Search This Blog

Thursday, October 20, 2011

"Haven't I just paid teachers to do this?"

By LISA HUDSON STUMP | 1 comment

The elementary school just sent a letter home saying I need to teach my child math. I have to teach her the multiplication tables for 10-plus minutes every night until she learns them. There hasn’t been enough time for this in class. Not in first, second, third or fourth grade.

I was balancing my checkbook when I read it. My school tax bill was a budget buster so I thought, “Haven’t I just paid teachers to do this?”

I am committed to helping my kids excel at school. I do sight words and math flash cards. I read to the little ones every night. I have logged 10,000 kitchen table homework help hours by now. Their dad has, too. Our kids are good students and we like to think we do our part.

A parent-child relationship is different from a teacher-student one. My first kindergartner came home, ate a snack, disappeared and then scurried back to the kitchen with a ditto sheet, pencil and red crayon ALL ON HIS OWN, so he could trace dot-to-dot A’s and color an apple because the teacher said so. And he actually wanted to please her and did a great job!

He did it the very same day we spent a half hour arguing about breakfast. Go figure. I almost picked up the phone and invited that teacher over for breakfast the next morning.

My children are taught by wonderful, dedicated teachers. I give these professionals all the credit in the world. I can’t teach so I pay school taxes so educators can teach. Why aren’t they given enough time to teach basic math?

Who designed the math curriculum? I want to speak to this math Einstein about the choices he made for my kids. Why isn’t intensive focus on addition, subtraction and multiplication early in elementary school Arithmetic Priority One? Who decided that parents could just pick up the slack a few years later so teachers could roll right into lessons about fractions now?

I worry about our high school students in the fast food drive-thru window who cannot make change for a dollar without an electronic cash register. If those teens haven’t mastered addition and subtraction by the time they are in high school, we shouldn’t have ever started teaching fractions or multiplication to them. Multiplication is harder, and those kids needed more basic math instruction back in elementary school. It’s too late for them now.

Don’t tell me these kids’ parents dropped the ball and didn’t help teach them to add, subtract, multiply and divide. Parents don’t have the training and talent for this. My children cried because I don’t know how to explain the new math the same way teachers do in class. I learned the crappy old-fashioned math and I don’t have the New Math Teacher’s Manual. Does anybody know where to get one so I can learn how to teach my child multiplication facts the modern way?

Parents work full time at other jobs to pay a professional educator to teach arithmetic.

Having parents handle crucial math instruction is a recipe for disaster and it’s ludicrous to ask parents to do it. I’m sure the math curriculum designer was paid well to figure out how to get it done in school. I really don’t care when and how it’s done. Just do it before our children apply for jobs requiring basic math skills. Please.

Why hasn’t enough math instruction time been built into the elementary school day? Why are we using a curriculum that might allow our kids to graduate without being able to make change for a dollar when the cash register isn’t working? How can we send our high school graduates to college if they need to think for five seconds before figuring out that 7 times 8 equals 56?

I learned that multiplication math fact at age 8 because a professionally certified teacher taught it to me in public school. When I have age-related dementia I will still know that 7 times 8 equals 56, even when I have forgotten darned-near everything else.

My parents treated me to ice cream when I learned my multiplication tables, but that was the extent of it. They were taxpayers, not educators.

Guess I will just buckle down now with the other parents and research how to teach multiplication to children. We don’t want our kids to look like fools when they are old enough to enter the working world and don’t have basic math skills.

Lisa Hudson Stump, Lower Makefield, has three children in the Pennsbury School District.

2 comments:

  1. If 13 years of schooling left any adult unable to teach a young child basic arithmetic, then that doesn't say much for schools.

    ReplyDelete
  2. Wow... there is so much wrong with this post. Where does one even begin? Suffice it to say it is interesting that you have chosen for your child, a system which through your own admission, left you incapable of the most natural and basic of things, learning alongside your child.

    How can you have faith in a system that left you so powerless?

    I strongly encourage you to read the works of Linda Dobson and Wendy Priesnitz ( for starters ) A parent is not by default "unfit" or "unable" to teach their child math or other topics. That is just the most absurd and silly thing I have heard in a long time.

    If you want to say that there are logistical difficulties that sometimes get in the way of a parent educating their child, such as health issues or a parent who works extremely long hours, I understand that. But saying that a government trained "educator" is the only capable person to teach children, is just... frankly, a very inaccurate and sad perception of reality.

    Of course a parent can teach their child. They do it every day. Millions of parents do it every day. So I don't know where you got this strange idea that a parent can't teach and has no business teaching.

    You are promoting for a system that left you with not faith in yourself as a parent. Don't you find that troubling?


Task directions — Gather the lines from the material that contain "contrôler".

== The data

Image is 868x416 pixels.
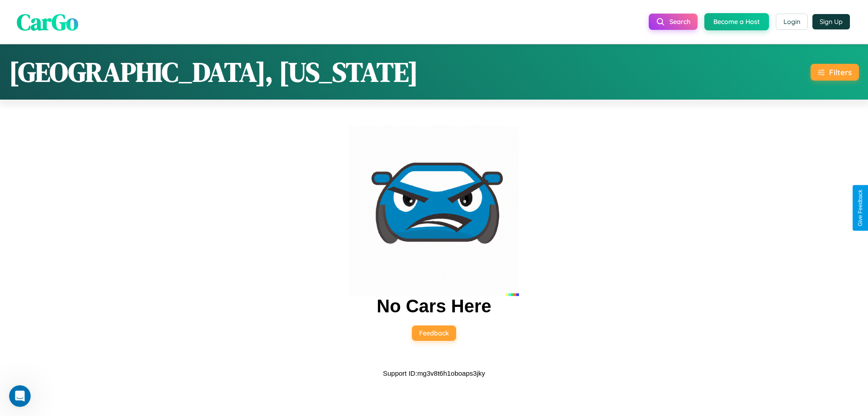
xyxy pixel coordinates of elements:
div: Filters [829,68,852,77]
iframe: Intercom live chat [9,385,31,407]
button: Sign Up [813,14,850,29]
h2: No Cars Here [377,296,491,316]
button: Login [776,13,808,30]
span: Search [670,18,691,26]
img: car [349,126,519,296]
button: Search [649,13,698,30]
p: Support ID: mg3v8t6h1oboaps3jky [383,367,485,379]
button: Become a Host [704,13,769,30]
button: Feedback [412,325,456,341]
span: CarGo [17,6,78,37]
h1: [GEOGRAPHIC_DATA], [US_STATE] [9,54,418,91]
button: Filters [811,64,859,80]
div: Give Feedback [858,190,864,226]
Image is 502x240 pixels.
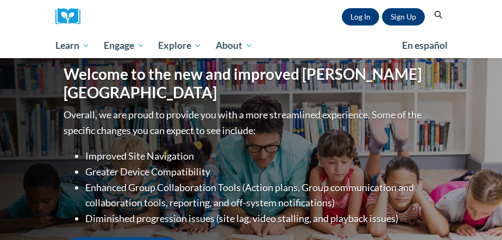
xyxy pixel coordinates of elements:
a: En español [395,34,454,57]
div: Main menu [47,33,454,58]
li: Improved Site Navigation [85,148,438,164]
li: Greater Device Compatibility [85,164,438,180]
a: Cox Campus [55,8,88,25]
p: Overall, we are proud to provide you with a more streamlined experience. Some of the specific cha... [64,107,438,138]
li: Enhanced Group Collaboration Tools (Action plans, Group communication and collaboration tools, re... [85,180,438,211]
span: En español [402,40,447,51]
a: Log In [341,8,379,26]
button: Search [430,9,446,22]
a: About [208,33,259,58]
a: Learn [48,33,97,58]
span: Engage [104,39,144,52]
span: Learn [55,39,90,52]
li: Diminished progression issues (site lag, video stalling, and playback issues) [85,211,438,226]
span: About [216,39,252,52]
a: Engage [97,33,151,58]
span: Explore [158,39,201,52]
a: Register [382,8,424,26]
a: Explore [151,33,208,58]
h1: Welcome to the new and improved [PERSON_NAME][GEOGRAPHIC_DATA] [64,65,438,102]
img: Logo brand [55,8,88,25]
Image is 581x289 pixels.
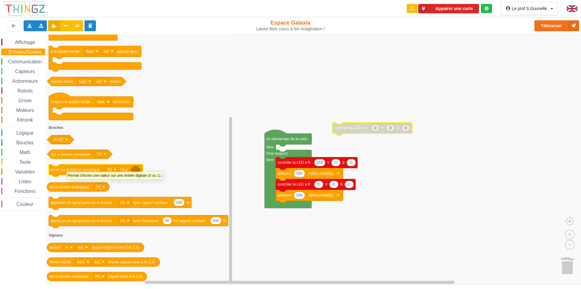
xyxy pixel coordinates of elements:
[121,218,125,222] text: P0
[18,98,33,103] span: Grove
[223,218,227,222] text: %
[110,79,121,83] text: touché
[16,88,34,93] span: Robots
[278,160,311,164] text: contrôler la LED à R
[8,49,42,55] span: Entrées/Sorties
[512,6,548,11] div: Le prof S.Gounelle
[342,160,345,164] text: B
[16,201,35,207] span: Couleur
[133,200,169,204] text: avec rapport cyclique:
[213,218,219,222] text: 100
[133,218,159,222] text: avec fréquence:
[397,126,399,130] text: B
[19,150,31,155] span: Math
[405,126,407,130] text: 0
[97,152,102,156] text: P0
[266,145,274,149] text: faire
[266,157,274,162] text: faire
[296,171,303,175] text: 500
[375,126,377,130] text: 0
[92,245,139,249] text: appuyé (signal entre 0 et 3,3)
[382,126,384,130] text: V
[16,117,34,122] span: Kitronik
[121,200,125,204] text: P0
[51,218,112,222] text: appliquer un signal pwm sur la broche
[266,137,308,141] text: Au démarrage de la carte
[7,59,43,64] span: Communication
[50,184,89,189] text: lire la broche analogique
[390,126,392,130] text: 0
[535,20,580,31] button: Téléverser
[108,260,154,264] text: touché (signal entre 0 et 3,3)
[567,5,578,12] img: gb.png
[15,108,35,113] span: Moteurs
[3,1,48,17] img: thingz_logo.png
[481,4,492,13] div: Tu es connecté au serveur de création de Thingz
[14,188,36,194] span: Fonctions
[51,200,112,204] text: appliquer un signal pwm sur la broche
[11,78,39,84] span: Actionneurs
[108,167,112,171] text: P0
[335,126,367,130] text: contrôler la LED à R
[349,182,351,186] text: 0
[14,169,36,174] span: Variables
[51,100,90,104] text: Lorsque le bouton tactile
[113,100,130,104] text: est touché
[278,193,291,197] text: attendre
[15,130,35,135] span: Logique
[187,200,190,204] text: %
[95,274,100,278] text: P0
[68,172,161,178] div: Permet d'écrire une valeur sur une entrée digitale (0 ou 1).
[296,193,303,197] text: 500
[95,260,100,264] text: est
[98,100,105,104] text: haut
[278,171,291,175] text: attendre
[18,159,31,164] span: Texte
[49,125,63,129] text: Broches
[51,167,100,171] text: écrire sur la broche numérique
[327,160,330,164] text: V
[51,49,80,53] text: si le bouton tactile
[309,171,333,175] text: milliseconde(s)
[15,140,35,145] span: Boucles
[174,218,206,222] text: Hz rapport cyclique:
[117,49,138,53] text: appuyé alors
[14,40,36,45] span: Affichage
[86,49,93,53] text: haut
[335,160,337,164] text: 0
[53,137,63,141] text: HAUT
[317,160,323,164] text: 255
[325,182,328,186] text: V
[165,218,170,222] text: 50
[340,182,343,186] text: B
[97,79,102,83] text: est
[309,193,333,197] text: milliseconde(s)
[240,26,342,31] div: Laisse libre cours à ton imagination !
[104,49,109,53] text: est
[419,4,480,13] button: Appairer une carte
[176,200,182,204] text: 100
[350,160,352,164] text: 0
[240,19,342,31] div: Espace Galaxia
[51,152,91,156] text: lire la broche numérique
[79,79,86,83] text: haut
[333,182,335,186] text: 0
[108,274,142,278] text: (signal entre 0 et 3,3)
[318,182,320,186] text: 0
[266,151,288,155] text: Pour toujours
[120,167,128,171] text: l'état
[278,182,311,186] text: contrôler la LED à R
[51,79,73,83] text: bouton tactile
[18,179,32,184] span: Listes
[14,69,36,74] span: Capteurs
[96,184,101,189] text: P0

====

Answer space —
[278,160,311,164] text: contrôler la LED à R
[335,126,367,130] text: contrôler la LED à R
[278,182,311,186] text: contrôler la LED à R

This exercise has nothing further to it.